State
Terraform is declarative: you describe the infrastructure you want, and Terraform figures out how to make reality match. To do that, it has to remember what it created last time. That memory lives in state — a snapshot that maps every resource in your configuration to a concrete object in your cloud provider. Without it, Terraform would have no way to know whether a resource already exists, what its current attributes are, or what needs to change on the next run.
What state is
State is a JSON document (by default a file named terraform.tfstate) that records the bindings between the resources declared in your .tf files and the real objects they correspond to. When you write this configuration:
resource "aws_s3_bucket" "assets" {
bucket = "devcraftly-assets-prod"
}
Terraform creates the bucket and then writes an entry into state linking the resource address aws_s3_bucket.assets to the real-world ID devcraftly-assets-prod, along with every attribute the provider returned. On the next terraform apply, Terraform reads state, refreshes those attributes against the live API, compares them to your configuration, and computes the difference.
You rarely read the raw file directly. Instead, inspect it with the CLI:
terraform state list
terraform state show aws_s3_bucket.assets
Output:
# aws_s3_bucket.assets:
resource "aws_s3_bucket" "assets" {
arn = "arn:aws:s3:::devcraftly-assets-prod"
bucket = "devcraftly-assets-prod"
id = "devcraftly-assets-prod"
region = "us-east-1"
tags_all = {}
}
OpenTofu uses the exact same state format and
tofu state ...subcommands, so everything in this page applies equally to both tools.
Why Terraform needs it
You might wonder why Terraform doesn’t just query the provider for the current infrastructure every time. There are three reasons state is essential.
| Purpose | What it gives you |
|---|---|
| Mapping | Links the logical name aws_s3_bucket.assets to a specific physical object, so renames and re-applies target the right resource. |
| Metadata | Stores resource dependencies and provider info that aren’t always recoverable from the live API, enabling correct create/update/destroy ordering. |
| Performance | Caches attribute values so large configurations can plan quickly instead of making thousands of API calls (you can still force a refresh). |
The mapping problem is the deepest one. Many resources have no field that maps cleanly back to your configuration name. State is the only authoritative record that this security group in AWS is the one you call aws_security_group.web.
What gets stored
State contains far more than IDs. For every managed resource it records the full set of attributes the provider returned after creation or update — instance types, IP addresses, ARNs, computed values, and the dependency relationships Terraform inferred.
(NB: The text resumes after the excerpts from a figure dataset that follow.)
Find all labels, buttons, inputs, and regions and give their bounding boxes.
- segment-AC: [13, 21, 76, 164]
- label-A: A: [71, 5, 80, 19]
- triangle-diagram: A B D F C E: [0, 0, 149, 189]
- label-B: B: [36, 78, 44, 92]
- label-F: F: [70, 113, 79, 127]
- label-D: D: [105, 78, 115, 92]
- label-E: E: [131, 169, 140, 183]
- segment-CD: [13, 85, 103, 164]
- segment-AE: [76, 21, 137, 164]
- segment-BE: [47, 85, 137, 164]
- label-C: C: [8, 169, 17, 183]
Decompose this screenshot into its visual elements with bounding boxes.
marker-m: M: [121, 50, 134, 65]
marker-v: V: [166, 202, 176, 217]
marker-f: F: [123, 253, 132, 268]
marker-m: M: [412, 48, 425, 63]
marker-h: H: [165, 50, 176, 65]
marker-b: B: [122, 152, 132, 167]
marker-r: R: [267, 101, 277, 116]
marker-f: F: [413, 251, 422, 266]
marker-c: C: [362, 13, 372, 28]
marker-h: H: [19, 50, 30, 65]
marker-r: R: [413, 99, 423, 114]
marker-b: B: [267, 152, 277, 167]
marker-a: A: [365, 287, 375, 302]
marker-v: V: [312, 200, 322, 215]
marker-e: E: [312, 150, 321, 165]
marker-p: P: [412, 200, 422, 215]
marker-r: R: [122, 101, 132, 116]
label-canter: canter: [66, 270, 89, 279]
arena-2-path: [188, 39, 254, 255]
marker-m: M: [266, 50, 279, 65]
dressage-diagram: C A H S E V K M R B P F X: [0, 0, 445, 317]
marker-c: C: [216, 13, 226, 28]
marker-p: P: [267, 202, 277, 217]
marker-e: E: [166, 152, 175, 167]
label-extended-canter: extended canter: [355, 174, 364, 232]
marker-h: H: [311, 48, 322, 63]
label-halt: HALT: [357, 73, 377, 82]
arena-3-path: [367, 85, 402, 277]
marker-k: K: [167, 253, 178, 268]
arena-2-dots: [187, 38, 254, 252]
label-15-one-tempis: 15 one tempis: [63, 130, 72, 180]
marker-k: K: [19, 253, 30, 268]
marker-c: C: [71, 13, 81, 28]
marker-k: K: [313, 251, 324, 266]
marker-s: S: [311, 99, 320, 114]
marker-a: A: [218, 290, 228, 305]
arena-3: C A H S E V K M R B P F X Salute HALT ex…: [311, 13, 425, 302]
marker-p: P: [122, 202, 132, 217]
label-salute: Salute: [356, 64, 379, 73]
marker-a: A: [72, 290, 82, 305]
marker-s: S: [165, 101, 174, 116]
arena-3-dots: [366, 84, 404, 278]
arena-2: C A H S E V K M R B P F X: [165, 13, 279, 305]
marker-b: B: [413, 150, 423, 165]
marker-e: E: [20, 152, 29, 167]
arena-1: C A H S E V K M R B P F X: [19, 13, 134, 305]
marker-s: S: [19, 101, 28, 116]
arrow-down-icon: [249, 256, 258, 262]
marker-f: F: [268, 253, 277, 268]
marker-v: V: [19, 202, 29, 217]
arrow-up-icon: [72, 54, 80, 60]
It also stores output values and the state format version.
Because attributes are stored verbatim, state can contain sensitive data. A database password set via aws_db_instance.password, a generated TLS private key, or an access token returned by a provider will all appear in plain text inside the state file — even if you mark the variable as sensitive in your configuration (that flag only hides values from CLI output, not from state).
resource "aws_db_instance" "primary" {
identifier = "devcraftly-db"
engine = "postgres"
instance_class = "db.t3.medium"
username = "appuser"
password = var.db_password # this lands in state as plaintext
}
Never commit
terraform.tfstateto version control. It frequently holds secrets, and Git history makes them permanent. Add*.tfstateand*.tfstate.backupto.gitignore.
Sharing state across a team
The default local state file works for a single person on a single machine, but it falls apart the moment a teammate runs terraform apply from their own laptop or a CI pipeline. Each copy diverges, and two people applying at once can corrupt the infrastructure.
The solution is a remote backend: state is stored in a shared, durable location, and Terraform coordinates access through locking so only one apply can run at a time. A common AWS setup uses an S3 bucket with native locking:
terraform {
backend "s3" {
bucket = "devcraftly-tfstate"
key = "prod/network/terraform.tfstate"
region = "us-east-1"
encrypt = true
use_lockfile = true
}
}
With this in place, every collaborator and pipeline reads and writes the same state, the file is encrypted at rest, and the lock prevents concurrent runs from clobbering each other. Other backends (Terraform Cloud, Azure Blob Storage, Google Cloud Storage) offer the same guarantees.
Best practices
- Use a remote backend with locking and encryption for anything beyond a personal experiment — never share state by copying files around.
- Treat the state file as sensitive: restrict who can read the backend, and keep it out of version control.
- Split large infrastructures into multiple states (per environment or component) so blast radius and plan times stay small.
- Avoid hand-editing the JSON; use
terraform state mv,terraform import, andterraform state rmto make targeted changes safely. - Enable versioning on your state storage (e.g. S3 object versioning) so you can recover from accidental corruption or deletion.
- Run
terraform planbefore everyapplyto see how the proposed changes compare against the recorded state.